Example: “I’ve said subsequently to (AHS Chair) Ken Hughes that I should sue them for misrepresentation in not informing me about the financial situation as part of my recruitment. In return, he pointed out that for misrepresentation to have occurred they would have had to know how bad the problem was when they appointed me. And they didn’t of course as the oil and gas price collapse was just occurring.”
Please! The conditions that led to the economic downturn Duckett complains about were obvious by late 2007 to anyone paying attention. Health region deficits were well known by the summer of 2008. Even if he missed the Alberta government’s near-religious adherence to balanced budgets and its apparent inability to understand that economic cycles are cyclical, Duckett had no excuse for this misunderstanding before he agreed to take the job in March 2009.
Example: “Investment decisions have over-emphasized acute provision at the expense of seniors care. … Alberta reduced non-acute facilities over the past decade. Is it any wonder that our acute facilities had to become de facto seniors housing, contributing to the systematic problems that have created the problems in emergency care?”
True, but can Duckett really claim not to have been aware of this before he moved to Alberta?
Example: “I’d also like to list our attempted reform of mental health services in Edmonton as an achievement. … Some of the most vulnerable in our society will be moving into modern facilities, next door to a major acute hospital rather than in an isolated institution on the outskirts of the city.”
Sorry, but this “reform” was a blunder from Day 1. Poorly conceived, poorly planned and poorly executed, it would have resulted in many mentally ill people ending up on the streets.

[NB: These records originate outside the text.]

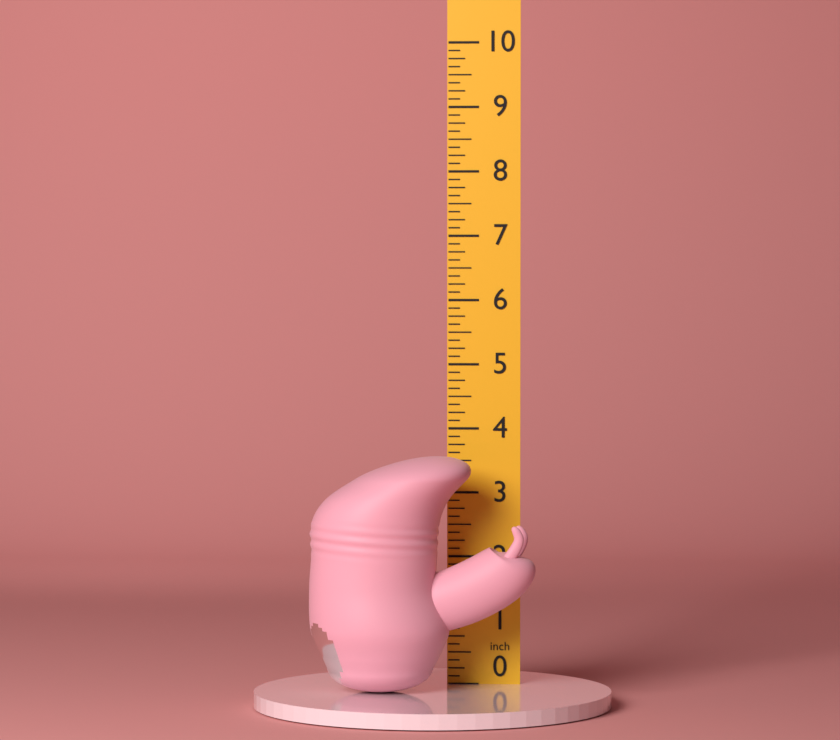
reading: 3.625 in
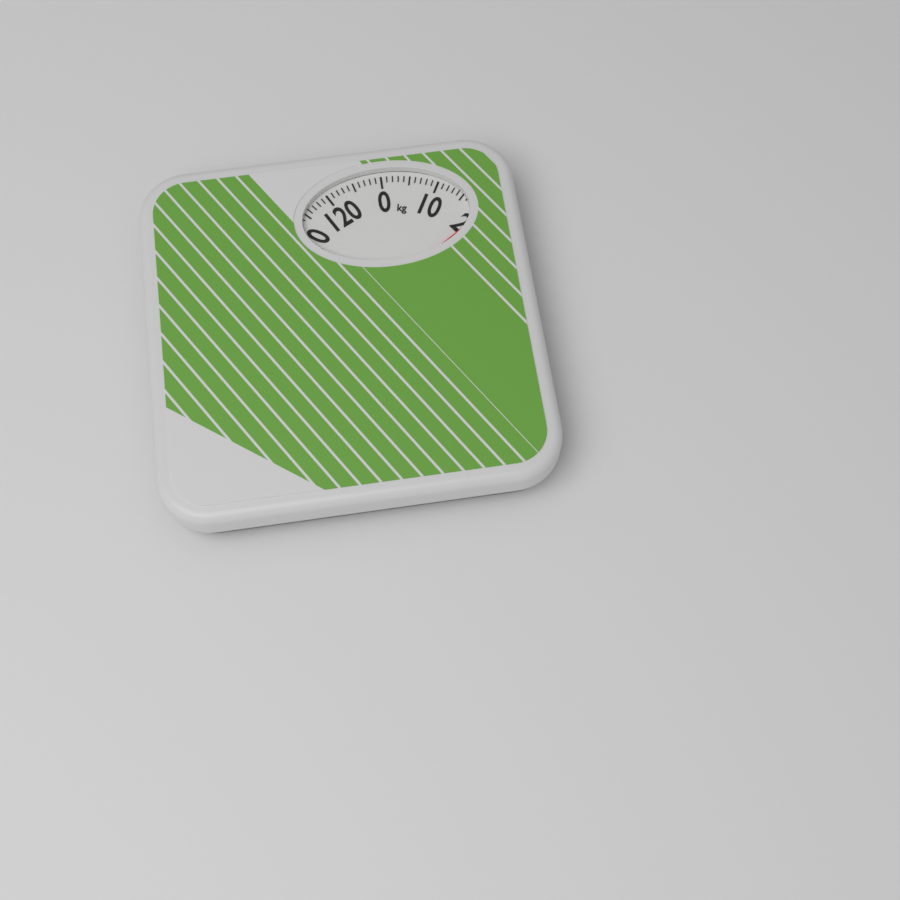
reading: 20 kg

The new facility Duckett lauds was designed and funded to provide long-term seniors’ care he concedes is desperately needed. The cost of converting it is outrageous. His characterization of Alberta Hospital Edmonton as “isolated” is nonsense.
That said, Duckett deserves credit for the some of the successes he describes. If health regions were really contracting services without contracts, we should thank him for fixing that. If his Emergency Room and seniors’ care reforms improve ER waiting times, as he predicts, he should get credit for that too.

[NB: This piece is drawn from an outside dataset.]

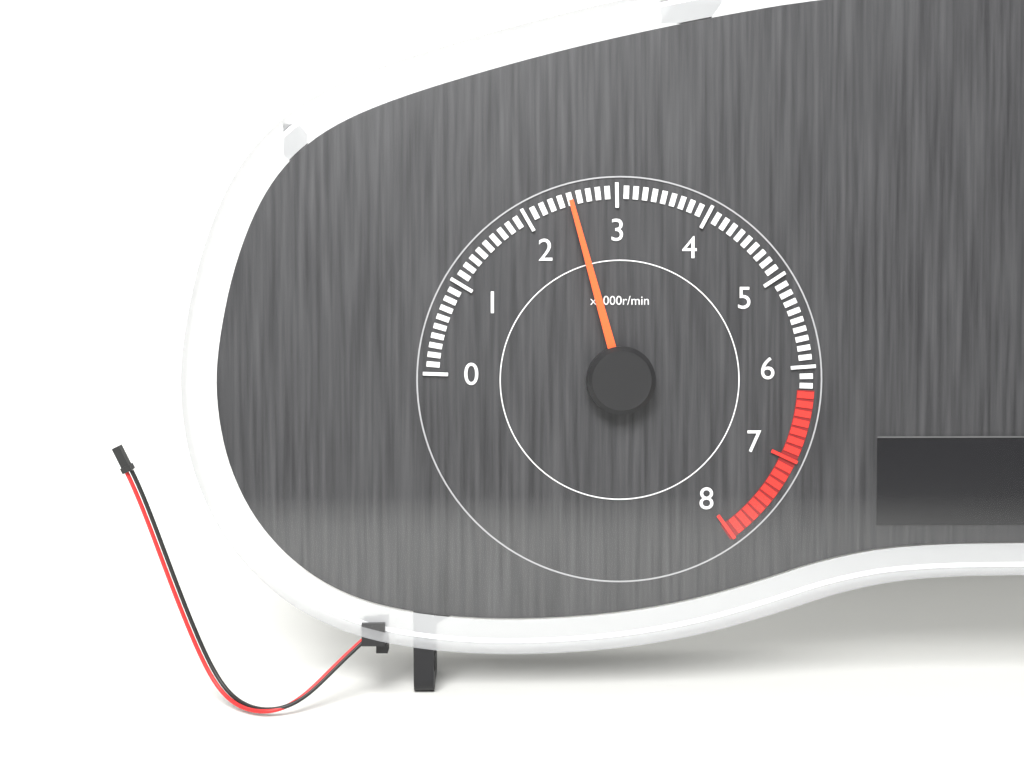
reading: 2500 r/min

Duckett is right, too, to argue the previous nine health regions weren’t perfect. That, however, doesn’t mean AHS is an improvement. His claim contracting out and centralizing security will save money and improve service can be disputed on both counts.

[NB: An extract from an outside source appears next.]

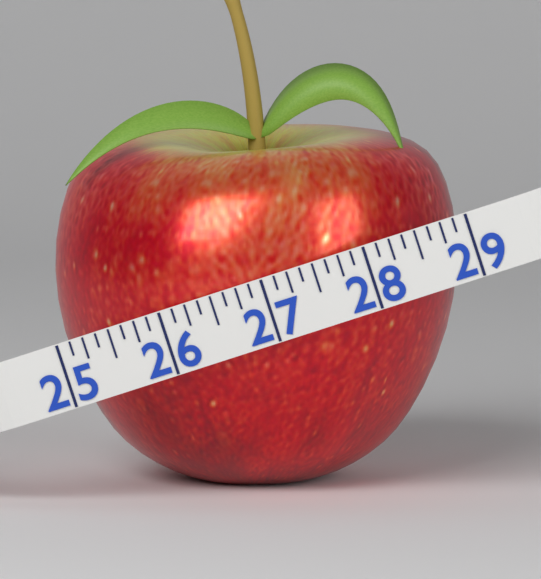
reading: 28.900 (no unit)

Example: “My relationship with the media was fraught from the start. Partly because of Canadian-Australian cultural differences (people weren’t ready for direct speaking)…”
Duckett was often undiplomatic, sometimes plain rude. He sneeringly dismissed arguments against his plans as “whinging.” This was no mere “cultural difference.” The Cookie Incident is a perfect example. It cannot be blamed on too-aggressive media questioning. If anything, the media was deferential.
Example: “The media created a Stephen Duckett I didn’t recognize, portraying me as a one-dimensional budget-cutter, a portrayal that still continues.”
Duckett’s criticisms of media shortsightedness hold water. But he largely created his bean-counter image himself. Albertans never heard about the “small-f” friend of Medicare until he was fired. He would have done more for his own reputation, and more for Alberta, if he’d spoken up while he was still in a position to do something.
Regardless, if Jackson’s letter was the shot heard ’round Alberta, Duckett’s speech was the opening artillery barrage. As predicted, Duckett is going to be a thorn in the side of this government for a while yet.
This post also appears on David Climenhaga’s blog, Alberta Diary.